Twitter Beats Earnings Expectations By Signing Up SMS Users
Twitter's financial Q2 this year brought the company up just over their revenue expectation range with a cool $502 million in revenue. This put them above a previously forecast revenue range of $470 million to $485 million, with a cool 61% increase in revenue year-over-year. This bodes well for Twitter, whose interim CEO Jack Dorsey suggests that "in order to realize Twitter's full potential, we must improve in three key areas: ensure more disciplined execution, simplify our service to deliver Twitter's value faster, and better communicate that value."
Dorsey also suggested that Twitter was ""not satisfied [with their] growth in audience." For Twitter, users are everything. While Tweets are good, and views and clicks of ad spots are better, it's the number of new users they bring in that matters most at the head of this earnings call.
According to Twitter's results read-out, "Average Monthly Active Users" (MAUs) were 316 million for their financial Q2. This represents a rise of 15% year-over-year, and a rise by 8 million compared to their financial Q1 of this year.
What's interesting about this number of MAUs this quarter is that the vast majority of them are SMS Fast Followers.
If Twitter took away SMS Fast Followers this quarter, they'd actually be down to 304 million MAUs, up just 12% year-over-year. That's compared to just 302 MAUs in the first financial quarter of this year.
An SMS Fast Follower is someone who wants to receive Twitter-based updates without actually signing up for a Twitter account. These users were particularly active this most recent quarter.
Of all MAUs this quarter, approximately 80% were mobile users. That should come as no surprise, as mobile users take over statistics in basically every app and digital ecosystem the world over.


What to work on
Every line of the entries below that carries the string "flush" should be copied.

[Dataset entries on figures]
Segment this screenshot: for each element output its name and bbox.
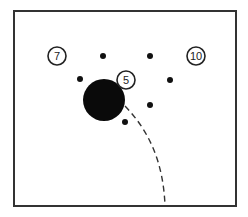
dot — [147, 53, 153, 59]
dot — [122, 119, 128, 125]
dot — [100, 53, 106, 59]
dot — [167, 77, 173, 83]
numbered-marker-7: 7 — [48, 47, 66, 65]
marker-label: 5 — [123, 74, 129, 86]
frame-border — [14, 11, 236, 206]
diagram-canvas: 7105 — [0, 0, 248, 217]
dot — [77, 76, 83, 82]
marker-label: 10 — [190, 50, 202, 62]
numbered-marker-5: 5 — [117, 71, 135, 89]
numbered-marker-10: 10 — [187, 47, 205, 65]
marker-label: 7 — [54, 50, 60, 62]
dot — [147, 102, 153, 108]
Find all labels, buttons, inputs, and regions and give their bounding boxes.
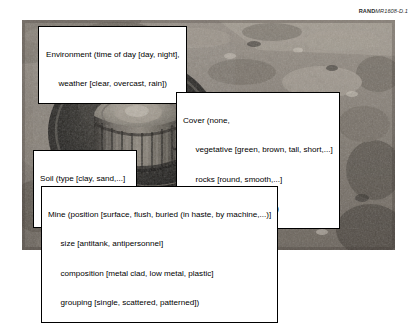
callout-mine: Mine (position [surface, flush, buried (… [41, 186, 278, 323]
figure-id-number: MR1608-D.1 [375, 8, 408, 14]
callout-mine-line-1: Mine (position [surface, flush, buried (… [48, 210, 271, 220]
callout-mine-line-3: composition [metal clad, low metal, plas… [48, 269, 271, 279]
callout-mine-line-4: grouping [single, scattered, patterned]) [48, 298, 271, 308]
callout-mine-line-2: size [antitank, antipersonnel] [48, 239, 271, 249]
figure-id: RANDMR1608-D.1 [359, 8, 408, 14]
callout-cover-line-1: Cover (none, [183, 116, 333, 126]
figure-id-prefix: RAND [359, 8, 376, 14]
callout-environment-line-2: weather [clear, overcast, rain]) [46, 79, 179, 89]
callout-cover-line-3: rocks [round, smooth,...] [183, 175, 333, 185]
callout-environment-line-1: Environment (time of day [day, night], [46, 50, 179, 60]
callout-soil-line-1: Soil (type [clay, sand,...] [40, 174, 130, 184]
callout-cover-line-2: vegetative [green, brown, tall, short,..… [183, 145, 333, 155]
callout-environment: Environment (time of day [day, night], w… [38, 26, 187, 104]
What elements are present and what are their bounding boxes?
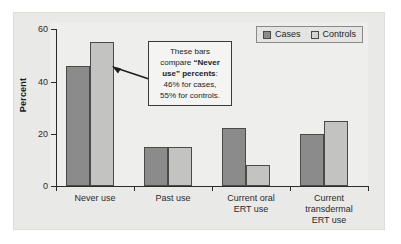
callout-line-1: These bars [170, 47, 210, 56]
never-use-callout: These bars compare “Never use” percents:… [148, 41, 232, 106]
callout-line-5: 55% for controls. [160, 91, 220, 100]
chart-legend: Cases Controls [256, 26, 363, 43]
x-label-line: Past use [134, 193, 212, 204]
x-tick-0 [56, 186, 57, 191]
y-tick-label-40: 40 [18, 78, 48, 87]
bar-never-use-cases [66, 66, 90, 186]
x-label-line: Current oral [212, 193, 290, 204]
bar-never-use-controls [90, 42, 114, 186]
legend-item-controls: Controls [311, 30, 357, 39]
y-axis-title: Percent [18, 65, 28, 125]
x-label-line: ERT use [212, 204, 290, 215]
y-tick-label-60: 60 [18, 25, 48, 34]
x-label-current-oral: Current oral ERT use [212, 193, 290, 215]
legend-swatch-cases-icon [263, 31, 271, 39]
bar-current-oral-cases [222, 128, 246, 186]
x-label-never-use: Never use [56, 193, 134, 204]
x-label-line: Current [290, 193, 368, 204]
legend-item-cases: Cases [263, 30, 301, 39]
bar-current-oral-controls [246, 165, 270, 186]
y-tick-label-20: 20 [18, 130, 48, 139]
callout-line-3-plain: : [216, 69, 218, 78]
legend-swatch-controls-icon [311, 31, 319, 39]
y-tick-60 [51, 29, 56, 30]
x-label-line: transdermal [290, 204, 368, 215]
callout-line-3-bold: use” percents [162, 69, 215, 78]
x-tick-3 [290, 186, 291, 191]
x-label-current-transdermal: Current transdermal ERT use [290, 193, 368, 226]
x-tick-4 [368, 186, 369, 191]
x-label-line: Never use [56, 193, 134, 204]
callout-line-2-plain: compare [160, 58, 193, 67]
bar-current-transdermal-controls [324, 121, 348, 186]
y-axis-line [56, 29, 57, 187]
x-label-line: ERT use [290, 215, 368, 226]
x-tick-2 [212, 186, 213, 191]
callout-line-2-bold: “Never [194, 58, 220, 67]
x-tick-1 [134, 186, 135, 191]
bar-past-use-cases [144, 147, 168, 186]
bar-chart-figure: Percent 60 40 20 0 Never use Past use Cu… [0, 0, 401, 244]
legend-label-cases: Cases [275, 30, 301, 39]
y-tick-20 [51, 134, 56, 135]
callout-line-4: 46% for cases, [164, 80, 217, 89]
bar-past-use-controls [168, 147, 192, 186]
y-tick-label-0: 0 [18, 182, 48, 191]
y-tick-40 [51, 82, 56, 83]
bar-current-transdermal-cases [300, 134, 324, 186]
legend-label-controls: Controls [323, 30, 357, 39]
x-label-past-use: Past use [134, 193, 212, 204]
callout-arrow-icon [112, 65, 150, 81]
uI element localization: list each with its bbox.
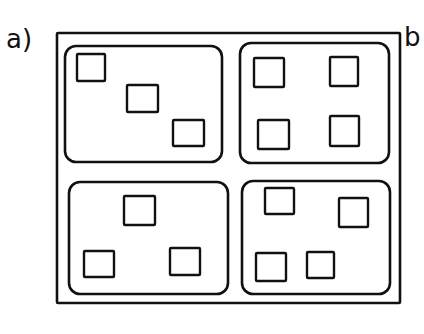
- square: [307, 252, 334, 278]
- nested-boxes-diagram: [0, 0, 424, 334]
- square: [330, 57, 358, 86]
- square: [173, 120, 204, 146]
- square: [124, 196, 155, 225]
- square: [265, 188, 294, 214]
- square: [84, 251, 114, 277]
- square: [258, 120, 289, 149]
- square: [256, 253, 286, 281]
- panel-top-right: [240, 43, 389, 163]
- square: [77, 54, 105, 81]
- square: [127, 85, 158, 112]
- square: [339, 198, 368, 227]
- panel-top-left: [65, 46, 222, 162]
- square: [330, 116, 359, 146]
- square: [254, 58, 284, 87]
- square: [170, 248, 200, 275]
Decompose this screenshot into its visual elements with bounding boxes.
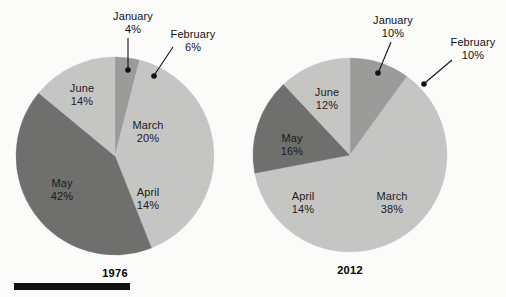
- slice-label-june-1976: June14%: [70, 82, 94, 108]
- leader-line-february-2012: [426, 60, 452, 82]
- slice-label-april-1976: April14%: [137, 186, 160, 212]
- slice-label-name: June: [70, 82, 94, 95]
- leader-dot-february-2012: [421, 81, 427, 87]
- slice-label-value: 14%: [292, 203, 315, 216]
- callout-label-value: 6%: [171, 41, 216, 54]
- callout-label-value: 4%: [113, 23, 153, 36]
- chart-title-1976: 1976: [102, 267, 128, 279]
- footer-rule-bar: [14, 283, 130, 290]
- slice-label-march-2012: March38%: [376, 190, 407, 216]
- slice-label-name: May: [51, 177, 73, 190]
- callout-label-name: January: [373, 14, 413, 27]
- callout-label-name: February: [451, 36, 496, 49]
- callout-label-name: January: [113, 10, 153, 23]
- pie-1976: [16, 57, 214, 255]
- leader-dot-january-1976: [125, 67, 131, 73]
- slice-label-value: 38%: [376, 203, 407, 216]
- slice-label-value: 14%: [70, 95, 94, 108]
- slice-label-may-1976: May42%: [51, 177, 73, 203]
- slice-label-name: March: [376, 190, 407, 203]
- slice-label-june-2012: June12%: [315, 86, 339, 112]
- chart-title-2012: 2012: [337, 264, 363, 276]
- slice-label-may-2012: May16%: [281, 132, 303, 158]
- callout-label-value: 10%: [451, 49, 496, 62]
- slice-label-value: 12%: [315, 99, 339, 112]
- callout-label-name: February: [171, 28, 216, 41]
- callout-label-february-1976: February6%: [171, 28, 216, 54]
- pie-chart-canvas: [0, 0, 506, 297]
- slice-label-value: 16%: [281, 145, 303, 158]
- callout-label-january-2012: January10%: [373, 14, 413, 40]
- callout-label-january-1976: January4%: [113, 10, 153, 36]
- callout-label-value: 10%: [373, 27, 413, 40]
- slice-label-name: May: [281, 132, 303, 145]
- slice-label-value: 42%: [51, 190, 73, 203]
- slice-label-april-2012: April14%: [292, 190, 315, 216]
- pie-chart-figure: March20%April14%May42%June14%January4%Fe…: [0, 0, 506, 297]
- leader-dot-january-2012: [375, 70, 381, 76]
- callout-label-february-2012: February10%: [451, 36, 496, 62]
- slice-label-value: 20%: [132, 132, 163, 145]
- slice-label-value: 14%: [137, 199, 160, 212]
- leader-dot-february-1976: [151, 73, 157, 79]
- slice-label-march-1976: March20%: [132, 119, 163, 145]
- slice-label-name: April: [292, 190, 315, 203]
- slice-label-name: June: [315, 86, 339, 99]
- slice-label-name: March: [132, 119, 163, 132]
- slice-label-name: April: [137, 186, 160, 199]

Exercise result
callout-mine: Mine (position [surface, flush, buried (… [41, 186, 278, 323]
callout-mine-line-1: Mine (position [surface, flush, buried (… [48, 210, 271, 220]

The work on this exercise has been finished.